At the far end is the full corporate acquisition with no local equity — the Optum model, which acquired Oregon Medical Group in Eugene and the Corvallis Clinic in 2024. No local ownership stake, corporate management from a national headquarters, clinical decisions subordinated to productivity quotas and system-wide protocols.
The Local Economy Argument
The most important thing for Southern Oregon residents to understand about private equity in local healthcare is not primarily about care quality, though quality effects are real and documented. It is about the local economy.

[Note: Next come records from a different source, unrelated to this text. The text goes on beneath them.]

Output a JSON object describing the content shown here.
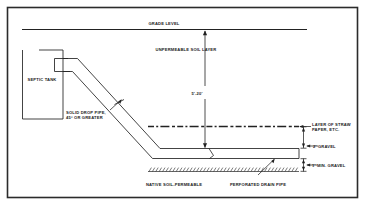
{
  "diagram": {
    "title_present": false,
    "type": "septic-drainfield-cross-section",
    "labels": {
      "grade_level": "GRADE LEVEL",
      "unpermeable_soil_layer": "UNPERMEABLE SOIL LAYER",
      "septic_tank": "SEPTIC TANK",
      "solid_drop_pipe_line1": "SOLID DROP PIPE,",
      "solid_drop_pipe_line2": "45° OR GREATER",
      "depth_dimension": "5'-20'",
      "layer_of_straw_line1": "LAYER OF STRAW",
      "layer_of_straw_line2": "PAPER, ETC.",
      "gravel_two_foot": "2' GRAVEL",
      "gravel_one_foot_min": "1' MIN. GRAVEL",
      "native_soil": "NATIVE SOIL-PERMEABLE",
      "perforated_drain_pipe": "PERFORATED DRAIN PIPE"
    },
    "colors": {
      "ink": "#1a1a1a",
      "line": "#222222",
      "paper": "#ffffff",
      "border": "#2b2b2b"
    }
  }
}
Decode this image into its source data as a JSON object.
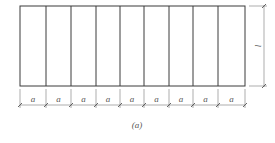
{
  "diagram": {
    "caption": "(a)",
    "panel_count": 9,
    "panel_label": "a",
    "height_label": "l",
    "dimension_labels": [
      "a",
      "a",
      "a",
      "a",
      "a",
      "a",
      "a",
      "a",
      "a"
    ],
    "colors": {
      "outline": "#3a3a3a",
      "dimension": "#8a8a8a",
      "text": "#555555"
    }
  }
}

Research on local economic multipliers consistently finds that each dollar spent at a locally owned business generates two to six additional dollars of economic activity in the surrounding community, because locally owned businesses are more likely to pay wages to local employees, purchase goods from other local businesses, pay rent to local property owners, and contribute to local charitable organizations. That multiplier effect is the engine of local economic health.
When a Southern Oregon resident’s physical therapy payment flows through BenchMark to Upstream to Revelstoke Capital Partners in Denver, the local multiplier on the PE-extracted portion of that revenue approaches zero. That money is not hiring a Medford bookkeeper. It is not paying dues at the Rogue Valley Chamber of Commerce. It is not funding a scholarship at Southern Oregon University. It is servicing acquisition debt and generating returns for pension fund managers in New York or sovereign wealth investors in Abu Dhabi.
For a region that is already fighting to retain healthcare providers, keep housing affordable for clinical staff, and build the kind of institutional infrastructure that can address a documented primary care shortage, subsidizing the return requirements of a Denver PE fund with local healthcare revenue is not a neutral economic fact. It is a structural drain on the community’s capacity to solve its own problems.
The BenchMark/Upstream ownership chain in Southern Oregon is not unique or unusual. It is the current standard operating model for PE-backed healthcare. It is in this region now. And the sectors where Oregon’s new law offers no protection — dental and physical therapy — are the sectors where the acquisition wave is still accelerating.
The rest of this series examines what the evidence shows happens when the wave arrives in full, what distinguishes better and worse forms of outside ownership, and what Southern Oregon residents and institutions can do to shape what comes next.
This is the first article in a four-part series on private equity and healthcare in Southern Oregon. Part 2 examines the evidence from PE-owned practices and the Oregon Medical Group story. Part 3 addresses the distinctions between private equity, franchises, and clinician-owned chains — and what they mean for the local economy. Part 4 covers Oregon’s new law, its gaps, and what Southern Oregon can do. We publish research and analysis on healthcare system design in Southern Oregon. We welcome responses, corrections, and partnership inquiries at reimagine-healthcare.org.